I spent the last two years doing deployment automation work and helping startups build Rails applications at Mashion. It was great fun but rarely put me in the path of high-scale customer traffic. Getting close to that traffic was a big factor in my decision to move west and help run one of the largest installations on the internet.
Since I joined Netflix last April there have been a number of interesting things I’ve learned about how we operate at high scale. Some of these seem obvious but were never quite at the forefront when working on 3-tier startup applications.
In a start up, you can take usually the app off-line for a few minutes overnight. No-one will notice or be upset. When you’re working on a full-scale product the traffic never stops so you have to rethink how you do your deployments.
You will usually have two (or more) versions of your application code running at any time. You will usually have application code running against older client code or database schema. Most changes have to be done gradually. It pains me to think how difficult this would be with a typical Rails application. The facility to run and test against multiple schemas just isn’t there.
I hope rich-client applications push the needle on this one since you need to address the possibility of an unrefreshed browser session hanging out there. Granted, most of the rich client frameworks don’t ship with an answer to this yet. But I suspect it’s only a matter of time until they do.

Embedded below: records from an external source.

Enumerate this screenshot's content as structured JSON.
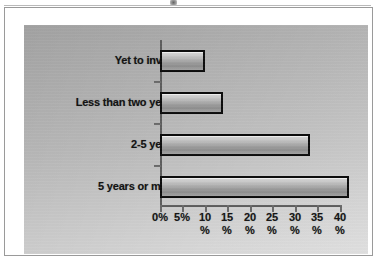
{
  "figure": {
    "artifact_name": "scan-smudge"
  },
  "chart_data": {
    "type": "bar",
    "orientation": "horizontal",
    "title": "",
    "subtitle": "",
    "xlabel": "",
    "ylabel": "",
    "categories": [
      "Yet to invest",
      "Less than two years",
      "2-5 years",
      "5 years or more"
    ],
    "values": [
      9,
      13,
      32.5,
      41
    ],
    "value_unit": "%",
    "xlim": [
      0,
      40
    ],
    "xticks": [
      0,
      5,
      10,
      15,
      20,
      25,
      30,
      35,
      40
    ],
    "xtick_labels": [
      "0%",
      "5%",
      "10 %",
      "15 %",
      "20 %",
      "25 %",
      "30 %",
      "35 %",
      "40 %"
    ],
    "xtick_label_lines": [
      [
        "0%",
        ""
      ],
      [
        "5%",
        ""
      ],
      [
        "10",
        "%"
      ],
      [
        "15",
        "%"
      ],
      [
        "20",
        "%"
      ],
      [
        "25",
        "%"
      ],
      [
        "30",
        "%"
      ],
      [
        "35",
        "%"
      ],
      [
        "40",
        "%"
      ]
    ],
    "grid": false,
    "legend": false,
    "legend_position": "none",
    "colors": {
      "bar_fill_light": "#d9d9d9",
      "bar_fill_dark": "#8f8f8f",
      "bar_outline": "#0d0d0d",
      "plot_background": "#c6c6c6",
      "axis": "#5d5d5d",
      "text": "#131313",
      "frame": "#9a9a9a",
      "page_background": "#ffffff"
    }
  }
}
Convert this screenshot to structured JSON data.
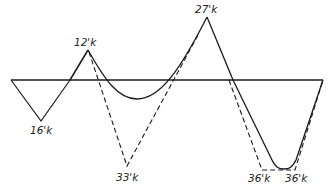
{
  "diagram": {
    "type": "moment-diagram",
    "colors": {
      "line": "#1a1a1a",
      "background": "#ffffff"
    },
    "baseline": {
      "y": 80,
      "x_start": 11,
      "x_end": 323
    },
    "labels": {
      "neg_left": "16'k",
      "pos_peak1": "12'k",
      "neg_dashed_mid": "33'k",
      "pos_peak2": "27'k",
      "neg_right_1": "36'k",
      "neg_right_2": "36'k"
    },
    "solid_curve_points": [
      [
        11,
        80
      ],
      [
        41,
        121
      ],
      [
        88,
        50
      ],
      [
        137,
        99
      ],
      [
        207,
        17
      ],
      [
        233,
        80
      ],
      [
        278,
        169
      ],
      [
        290,
        169
      ],
      [
        323,
        80
      ]
    ],
    "dashed_curve_points": [
      [
        88,
        50
      ],
      [
        127,
        166
      ],
      [
        191,
        80
      ],
      [
        207,
        17
      ],
      [
        233,
        80
      ],
      [
        262,
        170
      ],
      [
        295,
        170
      ],
      [
        323,
        80
      ]
    ],
    "legend": {
      "solid": "moment envelope (solid)",
      "dashed": "moment envelope (dashed)"
    }
  }
}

In an average Rails app, if something isn’t right with a new feature, you redeploy. When you have a few hundred or thousand machines a full redeploy can take awhile. So instead you need a way to control your app at runtime. Usually this takes the form of feature toggles.
At Netflix we use archaius for this but there are many projects that can help provide this functionality. But it’s critical that you have a quick way to turn off broken features or slowly roll out new features.

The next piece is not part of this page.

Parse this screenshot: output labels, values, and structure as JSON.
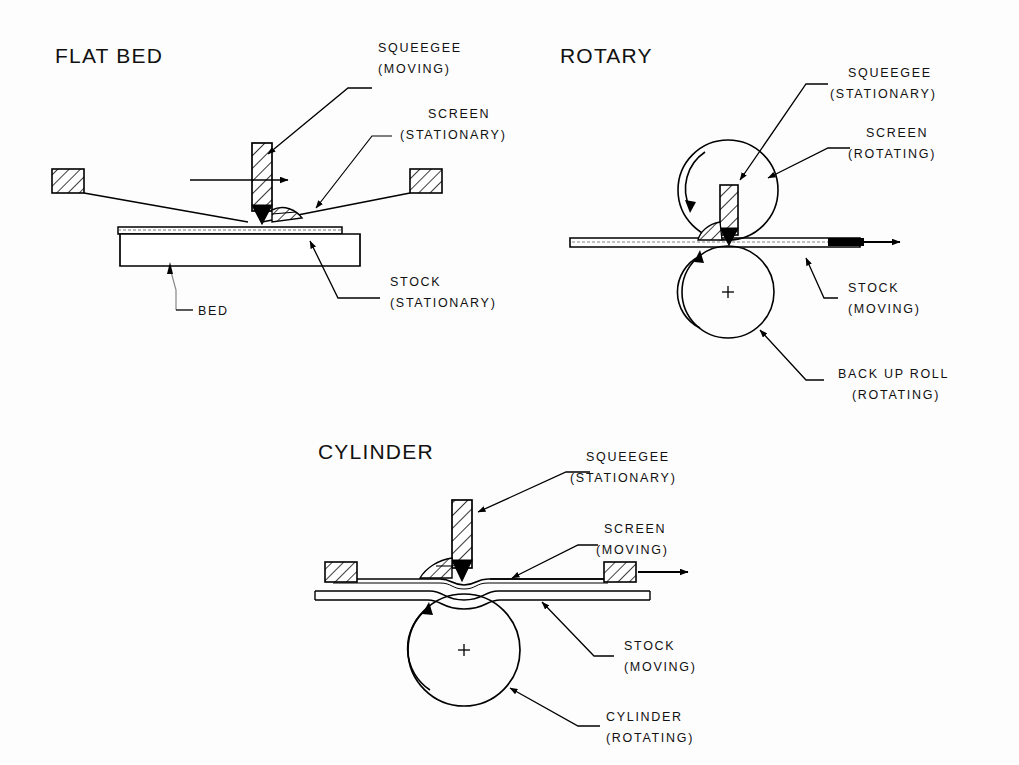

When I ran servers in the past I would often obsess about the operating system, the file system structure, which HTTP server or daemon tool we used. Now that I work with a few hundred machines at a time, most of that has fallen away. I find myself mentally equating servers and processes.
There are a lot of processes running on each machine but the main one I care about is the one handling customer requests.

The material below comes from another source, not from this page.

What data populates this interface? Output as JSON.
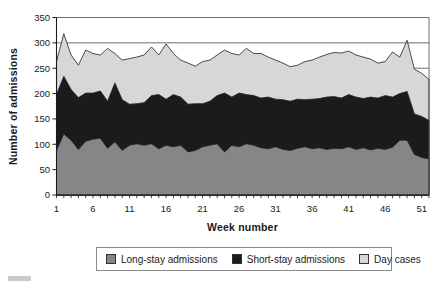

It has taken me some time to learn to relax and love my base image. But I’m happy that I have. It may not be exactly how I’d do it but at our scale that really doesn’t matter.
I’ve been using AWS for a long time. But this usually meant creating one-off EC2 instances and provisioning them over SSH. Each one then stayed online as long as it could as I upgraded, re-deployed and otherwise tweaked the server.
This is data center mentality.
To really leverage the cloud you need to be in an auto-scaling group. This will ensure that servers are easily replaced as they come and go (and they will). It also forces you make your application resilient against failures. Failures can happen anywhere but only the cloud approach offers a way to fully recover from failure automatically.
These points are really just a sample of the things I’ve been learning recently. Hopefully they provide some food for thought. The Netflix stack certainly has a number of components that can help with these items but there’s plenty of room for improvement. Especially when it comes to bridging the gap between high scalability and rapid application development.